The impact of the Wall Street Crash
In October 1929, the panic selling of shareA financial unit that can be purchased to allow someone to own a portion (share) of a company. on the Wall Street stock market led to a financial crisis. US banks ran out of money and businesses went bankruptA legal status where a person or organisation is ruled to be unable to pay their debts. As a result, millions of American workers lost their jobs. This period became known as the Great DepressionThe economic downturn that resulted in high unemployment following the 1929 Wall Street Crash.
Reasons for the Wall Street Crash
American businesses had boomed in the early part of the 1920s as consumer demand was rising for a wide range of goods. However, half of the population of the USA was too poor to afford these goods. This meant that US businesses were producing more than they could sell and so prices and wages began to fall.
People had begun to buy more and more shares in US businesses, as they believed that these shares would become more valuable as more and more products were being made to sell. Banks had also loaned out large sums of money, which people had used to buy shares. Everyone thought that they would end up being able to sell their shares for more than they had paid for them.
By the end of September 1929, people started to realise that the price of shares had become too high compared to the value of companies.
Black Thursday
The main American stock exchange, where shares were bought and sold, was on Wall Street in New York. The value of the shares sold on Wall Street had increased by around 120 per cent between 1925 and 1929. Once share prices started to fall in September 1929, increasing numbers of people tried to sell their shares before they became worth less than they had paid for them.
By the middle of October, people were selling their shares in a panic. Thursday 24 October 1929 became known as Black Thursday as 13 million shares were sold in one day. This was more than on any other day in 1929. Share prices fell so quickly that their value crashed to almost nothing.
Banks bought millions of shares to try to increase their value. However, many more millions of shares continued to be sold every day until the middle of November. The panic selling of shares that led to the sudden fall in share prices is now referred to as the Wall Street CrashIn October 1929 share prices on the Wall Street stock market in New York crashed, helping to cause the Great Depression.
Impact on banking
The immediate impact on banks was that many of them went bankrupt as they had run out of money. One of the worst bankruptcies was the New York City Bank, which closed in December 1930. As a result, 400,000 customers lost their savings.
Banks ran out of money because they had:
- lent money to people to buy shares that were now worthless
- bought shares to make a profit and spent all of their customers鈥 money
- bought shares to keep the prices up during the crash even though prices kept falling
Banks that still had cash in them found that customers rushed to withdraw their money in cash before the bank collapsed. As a result, some banks went bankrupt that might otherwise have survived.
Impact on unemployment
Before the crash there had been around 1.6 million unemployed people. However, by 1932 this figure had grown to around 12 million people - roughly a quarter of all people of working age in the US population.
The reason why so many people were unemployed is that hundreds of thousands of businesses shut down as a result of the crash. Some had borrowed money to keep going before the crash and could not afford to pay back their loans. Others had been hit by falling demand for goods as people had started to spend less and less, especially on goods they did not consider to be essential.
Most of the people who lost their jobs worked in the older industries, such as coal mining, textiles and steel production. However, by 1929 other industries, such as banking, domestic services and teaching, were also affected. Unemployment was particularly bad for unskilled workers, women and African Americans, who were more likely to lose their jobs first because of discriminationTo treat someone differently or unfairly because they belong to a particular group.
A vicious cycle had begun:
- fewer goods were sold
- businesses shut down
- unemployed workers had no money to spend
This cycle was part of the economic depressionThe slowing of economic activity, which usually results in high unemployment, a sharp drop in prices and a fall in production. Because it affected millions of people, it became known as the Great Depression.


→ REQUIREMENT
Return a copy of every line in the records that includes the word "direction".

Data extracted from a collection
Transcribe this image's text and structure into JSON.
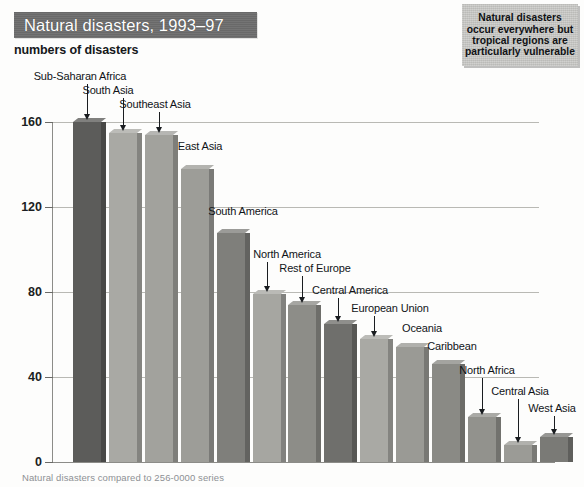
{
  "header": {
    "title": "Natural disasters, 1993–97",
    "subtitle": "numbers of disasters",
    "title_bg": "#6d6d6d"
  },
  "caption": {
    "text": "Natural disasters occur everywhere but tropical regions are particularly vulnerable",
    "bg": "#c9c9c6"
  },
  "footer": {
    "note": "Natural disasters compared to 256-0000 series"
  },
  "chart_data": {
    "type": "bar",
    "title": "Natural disasters, 1993–97",
    "subtitle": "numbers of disasters",
    "xlabel": "",
    "ylabel": "numbers of disasters",
    "ylim": [
      0,
      168
    ],
    "yticks": [
      0,
      40,
      80,
      120,
      160
    ],
    "ytick_labels": [
      "0",
      "40",
      "80",
      "120",
      "160"
    ],
    "grid": true,
    "legend": "none",
    "categories": [
      "Sub-Saharan Africa",
      "South Asia",
      "Southeast Asia",
      "East Asia",
      "South America",
      "North America",
      "Rest of Europe",
      "Central America",
      "European Union",
      "Oceania",
      "Caribbean",
      "North Africa",
      "Central Asia",
      "West Asia"
    ],
    "values": [
      160,
      155,
      154,
      138,
      108,
      79,
      74,
      65,
      58,
      54,
      46,
      21,
      8,
      12
    ],
    "bar_colors": [
      "#5c5c5a",
      "#a9a9a4",
      "#a2a29d",
      "#9d9d98",
      "#7f7f7b",
      "#a6a6a1",
      "#8d8d88",
      "#6f6f6c",
      "#a9a9a4",
      "#9a9a95",
      "#8a8a85",
      "#92928d",
      "#9b9b96",
      "#7a7a76"
    ]
  }
}
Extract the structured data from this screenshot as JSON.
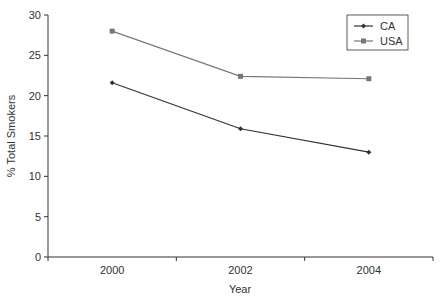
{
  "chart_data": {
    "type": "line",
    "title": "",
    "xlabel": "Year",
    "ylabel": "% Total Smokers",
    "categories": [
      "2000",
      "2002",
      "2004"
    ],
    "series": [
      {
        "name": "CA",
        "values": [
          21.6,
          15.9,
          13.0
        ],
        "color": "#333333",
        "marker": "diamond"
      },
      {
        "name": "USA",
        "values": [
          28.0,
          22.4,
          22.1
        ],
        "color": "#777777",
        "marker": "square"
      }
    ],
    "ylim": [
      0,
      30
    ],
    "yticks": [
      "0",
      "5",
      "10",
      "15",
      "20",
      "25",
      "30"
    ],
    "grid": false,
    "legend_position": "top-right"
  }
}
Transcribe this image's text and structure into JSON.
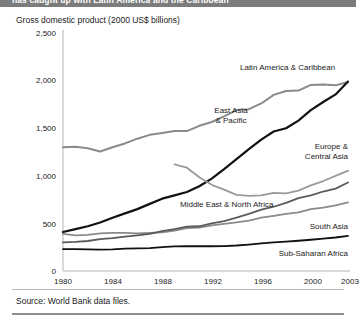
{
  "figure": {
    "title": "has caught up with Latin America and the Caribbean",
    "subtitle": "Gross domestic product (2000 US$ billions)",
    "source": "Source: World Bank data files."
  },
  "chart_data": {
    "type": "line",
    "title": "has caught up with Latin America and the Caribbean",
    "subtitle": "Gross domestic product (2000 US$ billions)",
    "xlabel": "",
    "ylabel": "Gross domestic product (2000 US$ billions)",
    "xlim": [
      1980,
      2003
    ],
    "ylim": [
      0,
      2500
    ],
    "yticks": [
      0,
      500,
      1000,
      1500,
      2000,
      2500
    ],
    "ytick_labels": [
      "0",
      "500",
      "1,000",
      "1,500",
      "2,000",
      "2,500"
    ],
    "xticks": [
      1980,
      1984,
      1988,
      1992,
      1996,
      2000,
      2003
    ],
    "xtick_labels": [
      "1980",
      "1984",
      "1988",
      "1992",
      "1996",
      "2000",
      "2003"
    ],
    "grid": false,
    "legend_position": "inline-annotations",
    "x": [
      1980,
      1981,
      1982,
      1983,
      1984,
      1985,
      1986,
      1987,
      1988,
      1989,
      1990,
      1991,
      1992,
      1993,
      1994,
      1995,
      1996,
      1997,
      1998,
      1999,
      2000,
      2001,
      2002,
      2003
    ],
    "series": [
      {
        "name": "Latin America & Caribbean",
        "color": "#8a8a8a",
        "width": 2.0,
        "values": [
          1300,
          1305,
          1290,
          1255,
          1300,
          1340,
          1390,
          1430,
          1450,
          1470,
          1470,
          1525,
          1565,
          1625,
          1690,
          1700,
          1760,
          1850,
          1890,
          1895,
          1955,
          1960,
          1950,
          1985
        ]
      },
      {
        "name": "East Asia & Pacific",
        "color": "#111111",
        "width": 2.2,
        "values": [
          410,
          440,
          470,
          510,
          560,
          605,
          650,
          705,
          760,
          795,
          830,
          890,
          970,
          1070,
          1175,
          1280,
          1380,
          1465,
          1500,
          1580,
          1690,
          1775,
          1855,
          1990
        ]
      },
      {
        "name": "Europe & Central Asia",
        "color": "#9a9a9a",
        "width": 1.8,
        "values": [
          null,
          null,
          null,
          null,
          null,
          null,
          null,
          null,
          null,
          1120,
          1085,
          985,
          905,
          855,
          800,
          790,
          795,
          820,
          815,
          845,
          900,
          945,
          1000,
          1055
        ]
      },
      {
        "name": "Middle East & North Africa",
        "color": "#8a8a8a",
        "width": 1.8,
        "values": [
          390,
          375,
          380,
          395,
          400,
          400,
          395,
          400,
          405,
          425,
          450,
          455,
          480,
          495,
          510,
          530,
          560,
          580,
          600,
          615,
          650,
          665,
          690,
          720
        ]
      },
      {
        "name": "South Asia",
        "color": "#5a5a5a",
        "width": 1.8,
        "values": [
          300,
          305,
          315,
          335,
          345,
          360,
          375,
          390,
          420,
          440,
          465,
          470,
          500,
          525,
          560,
          600,
          645,
          675,
          715,
          765,
          795,
          835,
          865,
          930
        ]
      },
      {
        "name": "Sub-Saharan Africa",
        "color": "#111111",
        "width": 1.8,
        "values": [
          230,
          230,
          228,
          225,
          228,
          235,
          238,
          240,
          250,
          258,
          260,
          262,
          260,
          262,
          268,
          278,
          290,
          300,
          308,
          318,
          328,
          340,
          352,
          368
        ]
      }
    ],
    "annotations": [
      {
        "label": "Latin America & Caribbean",
        "x": 1994,
        "y": 2150
      },
      {
        "label": "East Asia\n& Pacific",
        "x": 1991,
        "y": 1370
      },
      {
        "label": "Europe &\nCentral Asia",
        "x": 2001,
        "y": 1180
      },
      {
        "label": "Middle East & North Africa",
        "x": 1993,
        "y": 700
      },
      {
        "label": "South Asia",
        "x": 2002,
        "y": 560
      },
      {
        "label": "Sub-Saharan Africa",
        "x": 2001,
        "y": 300
      }
    ]
  },
  "annotations": {
    "latin_america": "Latin America & Caribbean",
    "east_asia_1": "East Asia",
    "east_asia_2": "& Pacific",
    "europe_1": "Europe &",
    "europe_2": "Central Asia",
    "middle_east": "Middle East & North Africa",
    "south_asia": "South Asia",
    "sub_saharan": "Sub-Saharan Africa"
  },
  "axes": {
    "y_labels": [
      "2,500",
      "2,000",
      "1,500",
      "1,000",
      "500",
      "0"
    ],
    "x_labels": [
      "1980",
      "1984",
      "1988",
      "1992",
      "1996",
      "2000",
      "2003"
    ]
  }
}
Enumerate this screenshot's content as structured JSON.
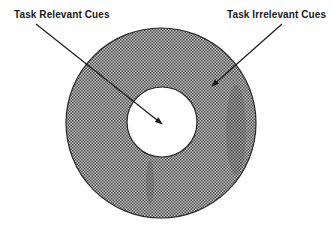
{
  "diagram": {
    "labels": {
      "task_relevant": "Task Relevant Cues",
      "task_irrelevant": "Task Irrelevant Cues"
    },
    "regions": {
      "outer_ring": {
        "represents": "Task Irrelevant Cues",
        "fill": "stippled gray"
      },
      "inner_circle": {
        "represents": "Task Relevant Cues",
        "fill": "white"
      }
    },
    "colors": {
      "ink": "#1a1a1a",
      "ring_dark": "#3a3a3a",
      "ring_light": "#bdbdbd",
      "background": "#ffffff"
    }
  }
}
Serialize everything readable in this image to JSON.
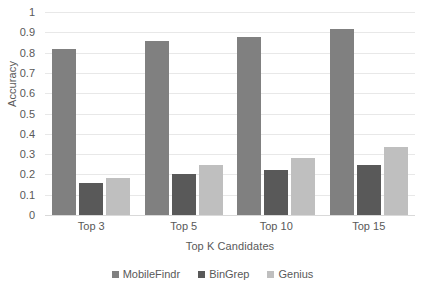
{
  "chart_data": {
    "type": "bar",
    "title": "",
    "xlabel": "Top K Candidates",
    "ylabel": "Accuracy",
    "categories": [
      "Top 3",
      "Top 5",
      "Top 10",
      "Top 15"
    ],
    "series": [
      {
        "name": "MobileFindr",
        "color": "#808080",
        "values": [
          0.82,
          0.855,
          0.875,
          0.915
        ]
      },
      {
        "name": "BinGrep",
        "color": "#595959",
        "values": [
          0.16,
          0.2,
          0.22,
          0.245
        ]
      },
      {
        "name": "Genius",
        "color": "#bfbfbf",
        "values": [
          0.18,
          0.245,
          0.28,
          0.335
        ]
      }
    ],
    "ylim": [
      0,
      1
    ],
    "ytick_values": [
      0,
      0.1,
      0.2,
      0.3,
      0.4,
      0.5,
      0.6,
      0.7,
      0.8,
      0.9,
      1
    ],
    "ytick_labels": [
      "0",
      "0.1",
      "0.2",
      "0.3",
      "0.4",
      "0.5",
      "0.6",
      "0.7",
      "0.8",
      "0.9",
      "1"
    ],
    "grid": "horizontal",
    "legend_position": "bottom",
    "grid_color": "#e8e8e8",
    "text_color": "#595959",
    "background": "#ffffff"
  }
}
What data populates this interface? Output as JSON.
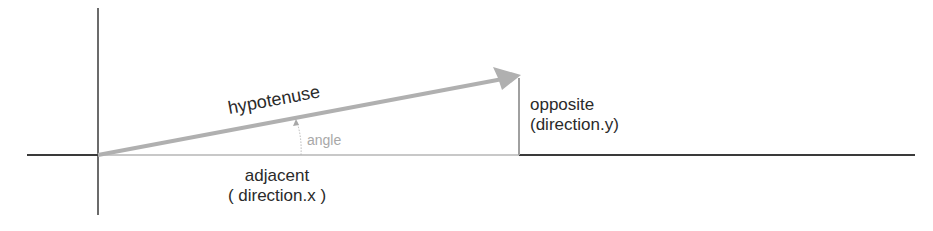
{
  "diagram": {
    "title": "",
    "labels": {
      "hypotenuse": "hypotenuse",
      "angle": "angle",
      "opposite_line1": "opposite",
      "opposite_line2": "(direction.y)",
      "adjacent_line1": "adjacent",
      "adjacent_line2": "( direction.x )"
    },
    "colors": {
      "axis": "#3a3a3a",
      "vector": "#b0b0b0",
      "opposite_line": "#a0a0a0",
      "adjacent_line": "#c8c8c8",
      "text": "#2a2a2a",
      "angle_text": "#a8a8a8"
    },
    "geometry": {
      "origin": [
        98,
        155
      ],
      "vector_tip": [
        520,
        76
      ],
      "x_axis": [
        27,
        915
      ],
      "y_axis": [
        8,
        215
      ]
    }
  }
}
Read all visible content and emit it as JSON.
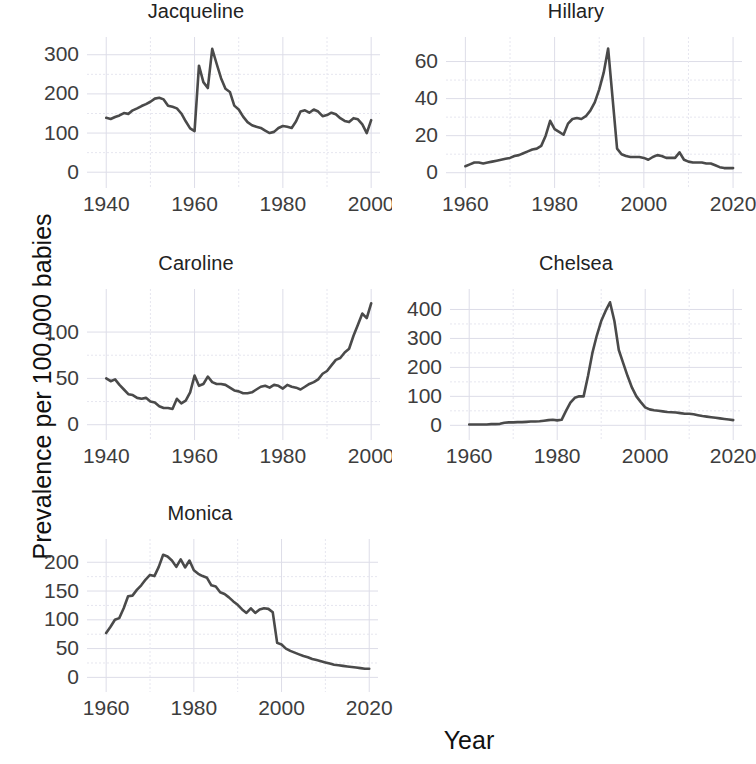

→ COMPLETED TASK
      "opposite_line2": "(direction.y)",
      "adjacent_line2": "( direction.x )"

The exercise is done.